Family members care for their ill family member for months, sometimes years, before death occurs. In that time, they have developed a routine with caregiving at its core and have formed a close attachment—it may be the closest it’s ever been—with the patient. To have that closeness ruptured with death and that routine disrupted in the worst possible way must be shockingly grievous for family members. Emotional and spiritual emptiness are likely. Depression is common.
But he will still be there after the death. He will provide care to the family, offering comfort and guidance and helping them process their emotions and the too-soon absence of their loved one.
Helping Other Team Members
Hospice health care is physically and emotionally exhausting for the team members. Hospice workers often form bonds with their patients, and knowing that death is inevitable in hospice care does not lessen the shock when a friend dies. For that reason, our chaplains provide support for the other members of the hospice team.

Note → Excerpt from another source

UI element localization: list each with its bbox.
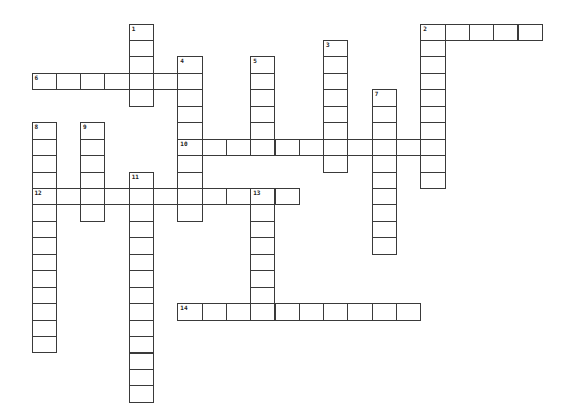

They help the team members understand the spiritual needs of the patient. For example, some faiths forbid certain kinds of medication or therapies. In such cases, they explain the needs of the patient, helping change the care plan to meet the spiritual or religious needs of the patient. Hospice is about whole-patient care, and team members should take care not to cause spiritual distress to the patient.
But no matter what religious leanings patients and families might have, UCLAH chaplains are there to attend to the spiritual needs common to all people.